Faculty of Engineering Education members, Charles Patrick Jr, Daniel Alge, and Charles Peak recently had a publication in the journal of Biomedical Engineering Education. Overall, their involvement in IEEI helped to motivate the interest in publishing the results, not just having them for internal use. Charles Patrick says, “The peer group I was in 2020-2021 helped to ease me into the process and encouraged me to take the time for an education publication.”
The paper talks about how it is sometimes difficult for faculty to teach courses effectively and to prepare students for careers in the field of biomedical engineering when there are gaps, redundancies, and bottlenecks in the curriculum.
A review of curriculum continuity was prompted by faculty observations of potential curriculum deficiencies, the rapidly changing landscape of biomedical engineering education, the changing workplaces of biomedical engineers, as well as accreditation agencies’ mandates to continuously improve.
The paper presents a seven-step Curriculum Continuity Checkup Process (C3P) that focuses on clarifying course learning outcomes, developing a comprehensive set of curriculum outcomes, and developing a curriculum map to identify gaps, redundancies, and bottlenecks in a process-oriented manner.
The results of this study and implications for curriculum revision and conclusions about the use of the C3P in biomedical engineering education are discussed as well. They are currently using the results of the curriculum review to comprehensively redesign the entire undergraduate curriculum (Charles Patrick is chairing the curriculum redesign effort and Charles Peak is chairing the engineering design component of the curriculum).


What you have to do: Keep only the lines that hold the string "pixels", filtering out the rest of the entries below.

[Input for this task — start]

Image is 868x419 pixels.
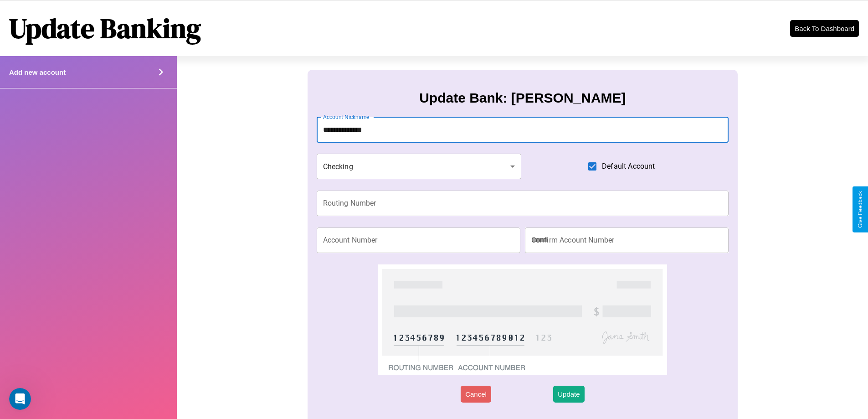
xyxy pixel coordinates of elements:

[Input for this task — finish]
[Input for this task — start]

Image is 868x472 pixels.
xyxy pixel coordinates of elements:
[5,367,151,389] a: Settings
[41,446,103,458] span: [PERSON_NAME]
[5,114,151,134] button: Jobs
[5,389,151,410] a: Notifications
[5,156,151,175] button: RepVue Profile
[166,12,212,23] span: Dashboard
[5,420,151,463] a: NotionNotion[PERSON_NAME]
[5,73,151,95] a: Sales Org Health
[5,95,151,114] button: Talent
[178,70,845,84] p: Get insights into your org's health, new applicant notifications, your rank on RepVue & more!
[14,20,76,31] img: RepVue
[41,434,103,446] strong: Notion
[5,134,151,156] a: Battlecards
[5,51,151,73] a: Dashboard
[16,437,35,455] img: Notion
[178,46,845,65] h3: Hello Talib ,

[Input for this task — finish]

Reply to the task:
Image is 868x419 pixels.
Image is 868x472 pixels.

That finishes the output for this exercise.